Thursday, June 24, 2010

Ginger and Sage -- The cat attack

            The weather here in San Jacinto has been getting hotter, and we're in the midst of phasing out our trips to the river and resuming our late-night walks.  It is a bit ironic that in all the time we've been going to the river where there have been feral dogs, coyotes and other predators, my girls have never been attacked.  But last Monday evening they were -- right here in our neighborhood. 

            Insofar as our late-night walks go, I prefer farm roads, but that isn't true of the girls.  They prefer to sniff the places where other dogs have been.  One of their favorite walks is on Ramona Blvd.  It isn't much of a Boulevard.  It has very little traffic and the speed limit is 35 mph, but it is wide and has a decent sidewalk on the North side of the Blvd.  We see people walking their dogs along this Blvd. during day time; and the girls find it entertaining to sniff all the bushes planted alongside the sidewalk.

            We were well into our walk.  I planned on turning north when we got to Chase Street, but we never made it.  One of the bushes my girls stuck their noses into contained a cat; which went after them in a fury.  Things happened too fast for me to be sure which girl did what, but one of them flipped the cat end over end out into the street -- a toss of about ten feet.  The cat was neither injured nor deterred because she rushed back and tore into the girls again.  My thought was that perhaps it was diseased or demented and I considered kicking it, but after getting back to its bush it stood its ground and gave up her attack -- but she hissed furiously at the girls; so I pulled the them away and we went back the way we'd come.
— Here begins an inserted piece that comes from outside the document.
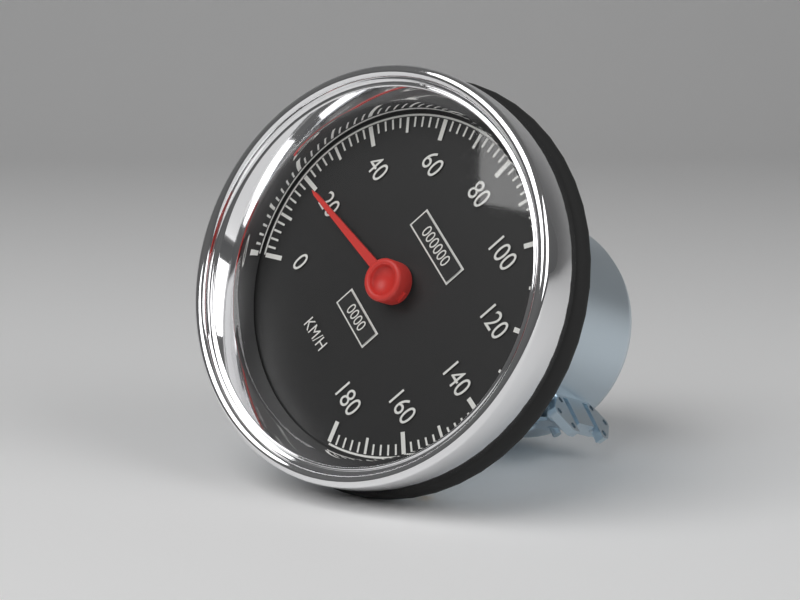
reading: 20 km/h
            When I got home I had Susan help me inspect the girls.  I expected to find deep gash marks and puncture wounds, but found nothing at all.  There was no evidence that they had been wounded in even minor ways -- and no evidence later of their licking anything that might have been beneath their fur and invisible to me.

            In retrospect I suspect this was a mother cat and beneath the bush she was guarding was her litter.  If she had no vested interest in that bush I would think she would have taken off running once she was flipped out into the street.  But she returned and essentially chased us away.

            I know there are people who walk their dogs along this Boulevard during the day.  Does she go after all the dogs the way she did mine?  Or did she just have her litter, and were Ginger and Sage the very first dogs that approached her kittens?  Whatever the case, we won't be going back that way for a while.  I'm sure the girls would like to revisit the spot, but I wouldn't.